The complaint alleges that activities like mock checkpoints and the annual Israeli Apartheid Week create “a disturbing echo of incitement, intimidation, harassment and violence carried out under the Nazi regime and those of its allies in Europe against Jewish students and scholars … during the turbulent years leading up to and including the Holocaust.”

But a report (pdf) on Jewish student campus life, much criticized by free speech advocates and Palestine solidarity activists on other grounds, paints a starkly different picture than the complaint does. That report, which was slammed as harmful to academic freedom and conflated anti-Semitism with Palestine solidarity activism, still noted that “Jewish students have thriving, open communities and occupy a prominent place on the campuses visited in terms of numbers, access to services and opportunities to explore their religion, its history and culture.”

An attorney for the students claimed to the Los Angeles Times that student Palestine solidarity activists posed “as Israeli guards…forc[ed] people through mock checkpoints [and] wore Stars of David and skullcaps to attack Judaism and portray all Jews as ‘bloodthirsty barbarians.’” But that claim was strongly disputed by Students for Justice in Palestine activists interviewed by the campus newspaper.

“No one is stopped at checkpoints other than the actors in the demonstration — everyone knows that,” SJP member Mariah Lewis told The Daily Californian.

The complaint was filed by Jessica Felber and Brian Maissy. Both of them had filed suit against the university last year, but it was dropped. Both students were members of Tikvah Students for Israel.

The investigation is the latest one to be opened by the Department of Education ever since Jewish groups, led by the Zionist Organization of America, successfully lobbied the department to include religious groups with shared ethnic characteristics under the rubric of Title VI of the Civil Rights Act. That paved the way for Jewish students to file complaints alleging discrimination at their schools.

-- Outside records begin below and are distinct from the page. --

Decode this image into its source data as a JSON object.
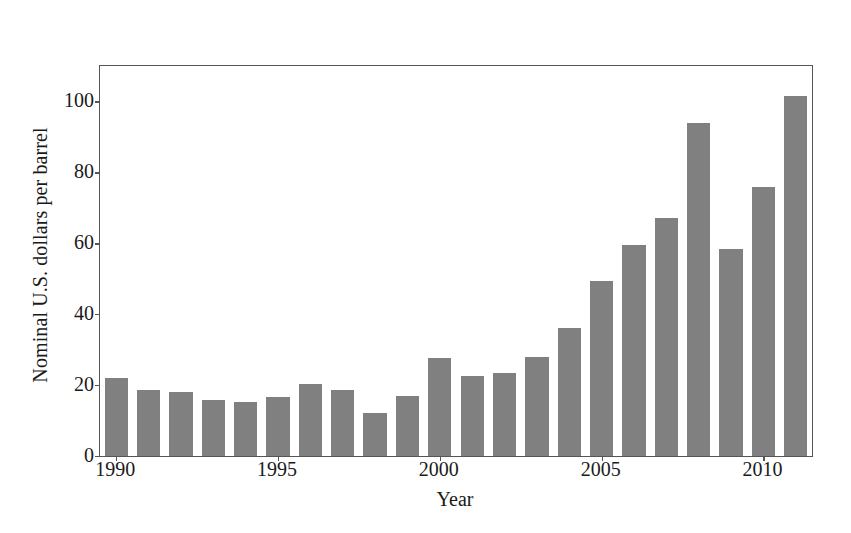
{
  "chart_data": {
    "type": "bar",
    "title": "",
    "subtitle": "",
    "xlabel": "Year",
    "ylabel": "Nominal U.S. dollars per barrel",
    "categories": [
      "1990",
      "1991",
      "1992",
      "1993",
      "1994",
      "1995",
      "1996",
      "1997",
      "1998",
      "1999",
      "2000",
      "2001",
      "2002",
      "2003",
      "2004",
      "2005",
      "2006",
      "2007",
      "2008",
      "2009",
      "2010",
      "2011"
    ],
    "values": [
      22.0,
      18.6,
      18.0,
      15.9,
      15.2,
      16.7,
      20.2,
      18.5,
      12.0,
      16.9,
      27.6,
      22.6,
      23.4,
      28.0,
      36.0,
      49.5,
      59.5,
      67.0,
      94.0,
      58.5,
      76.0,
      101.5
    ],
    "series": [
      {
        "name": "Crude oil price",
        "values": [
          22.0,
          18.6,
          18.0,
          15.9,
          15.2,
          16.7,
          20.2,
          18.5,
          12.0,
          16.9,
          27.6,
          22.6,
          23.4,
          28.0,
          36.0,
          49.5,
          59.5,
          67.0,
          94.0,
          58.5,
          76.0,
          101.5
        ],
        "color": "#808080"
      }
    ],
    "ylim": [
      0,
      110
    ],
    "xlim": [
      1989.5,
      2011.5
    ],
    "yticks": [
      0,
      20,
      40,
      60,
      80,
      100
    ],
    "ytick_labels": [
      "0",
      "20",
      "40",
      "60",
      "80",
      "100"
    ],
    "xticks": [
      1990,
      1995,
      2000,
      2005,
      2010
    ],
    "xtick_labels": [
      "1990",
      "1995",
      "2000",
      "2005",
      "2010"
    ],
    "grid": false,
    "legend": false,
    "legend_position": "none",
    "bar_color": "#808080",
    "frame_color": "#555555",
    "background": "#ffffff",
    "annotations": []
  }
}
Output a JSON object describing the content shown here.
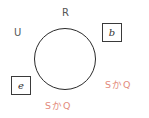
{
  "diagram": {
    "type": "set-diagram",
    "universe_label": "U",
    "set_label": "R",
    "circle": {
      "cx": 65,
      "cy": 59,
      "r": 31
    },
    "boxes": [
      {
        "id": "b",
        "value": "b",
        "position": "outside-top-right"
      },
      {
        "id": "e",
        "value": "e",
        "position": "outside-bottom-left"
      }
    ],
    "annotations": [
      {
        "id": "right",
        "text": "SかQ",
        "color": "#e38b7c"
      },
      {
        "id": "bottom",
        "text": "SかQ",
        "color": "#e38b7c"
      }
    ]
  }
}
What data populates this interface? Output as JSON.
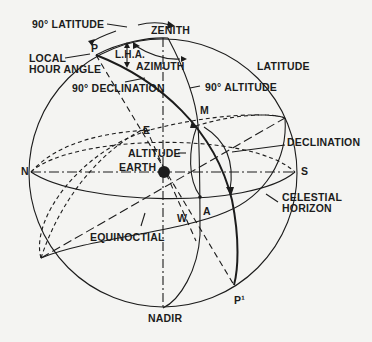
{
  "diagram": {
    "type": "celestial-sphere",
    "colors": {
      "ink": "#1c1c1c",
      "background": "#f4f4f2"
    },
    "labels": {
      "latitude_90": "90° LATITUDE",
      "zenith": "ZENITH",
      "p": "P",
      "lha": "L.H.A.",
      "local": "LOCAL",
      "hour_angle": "HOUR  ANGLE",
      "azimuth": "AZIMUTH",
      "latitude": "LATITUDE",
      "declination_90": "90°  DECLINATION",
      "altitude_90": "90° ALTITUDE",
      "m": "M",
      "e": "E",
      "declination": "DECLINATION",
      "altitude": "ALTITUDE",
      "earth": "EARTH",
      "n": "N",
      "s": "S",
      "celestial": "CELESTIAL",
      "horizon": "HORIZON",
      "a": "A",
      "w": "W",
      "equinoctial": "EQUINOCTIAL",
      "p_prime": "P¹",
      "nadir": "NADIR"
    }
  }
}
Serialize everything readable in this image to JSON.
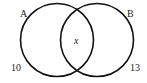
{
  "diagram": {
    "type": "venn",
    "sets": [
      {
        "label": "A",
        "only_value": "10"
      },
      {
        "label": "B",
        "only_value": "13"
      }
    ],
    "intersection": {
      "value": "x"
    },
    "colors": {
      "stroke": "#111111",
      "text": "#222222",
      "background": "#ffffff"
    }
  }
}
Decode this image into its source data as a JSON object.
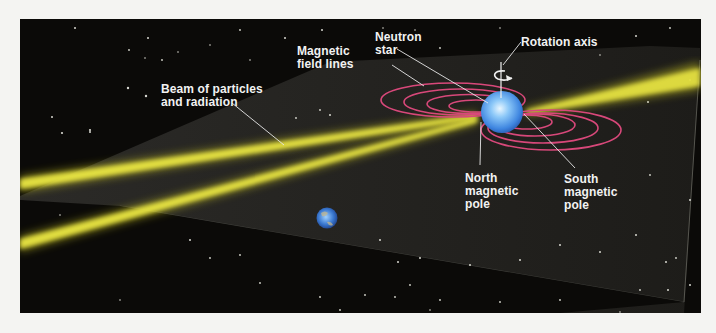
{
  "figure": {
    "colors": {
      "background": "#f4f4f2",
      "space": "#0b0a08",
      "plane": "#3a3a36",
      "beam": "#e6e23a",
      "field_lines": "#d8487a",
      "star": "#5aa8f0",
      "label_text": "#f2f2f2",
      "leader_lines": "#e8e8e8"
    },
    "labels": {
      "beam": "Beam of particles\nand radiation",
      "field_lines": "Magnetic\nfield lines",
      "neutron_star": "Neutron\nstar",
      "rotation_axis": "Rotation axis",
      "north_pole": "North\nmagnetic\npole",
      "south_pole": "South\nmagnetic\npole"
    },
    "objects": {
      "neutron_star": "neutron-star-sphere",
      "earth": "earth-globe",
      "rotation_arrow": "counterclockwise-rotation-arrow"
    }
  }
}
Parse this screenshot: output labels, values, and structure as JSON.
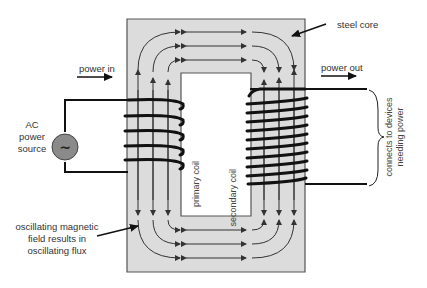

But so far, those claiming anti-Semitism as a result of Palestine-related activism on campus have come up short. As Naomi Zeveloff of the Jewish Daily Forward reported, “Jewish groups have yet to succeed in using this law against what they see as anti-Semitic anti-Israel activity on campus…A survey by the Forward has found that at least 10 anti-Semitism cases have been filed with either the Department of Education or in court under Title VI of the 1964 Civil Rights Act. In only one of these cases so far has the complainant been favored: a high school case in which Israel played no role.”

The allegations of anti-Semitism on UC Berkeley also come in the midst of a high-profile battle over Palestine solidarity activism on California campuses as a whole.

In July of this year, a report on Jewish students was issued that was criticized for recommending restrictions on speech related to Israel/Palestine. Then, a resolution was passed by the California Legislature that further tarred Palestine activism as anti-Semitic. The resolution, as reported by Mondoweiss, was drafted with the help of the Simon Wiesenthal Center and the University of California, though UC backed away from support of the bill after it was passed over concerns that it could violate First Amendment rights.

Most recently, the University of California Student Association passed a resolution that condemned the legislature’s actions and called on UC to stop profiting from the Israeli occupation by divesting from companies who do business with the Israeli military.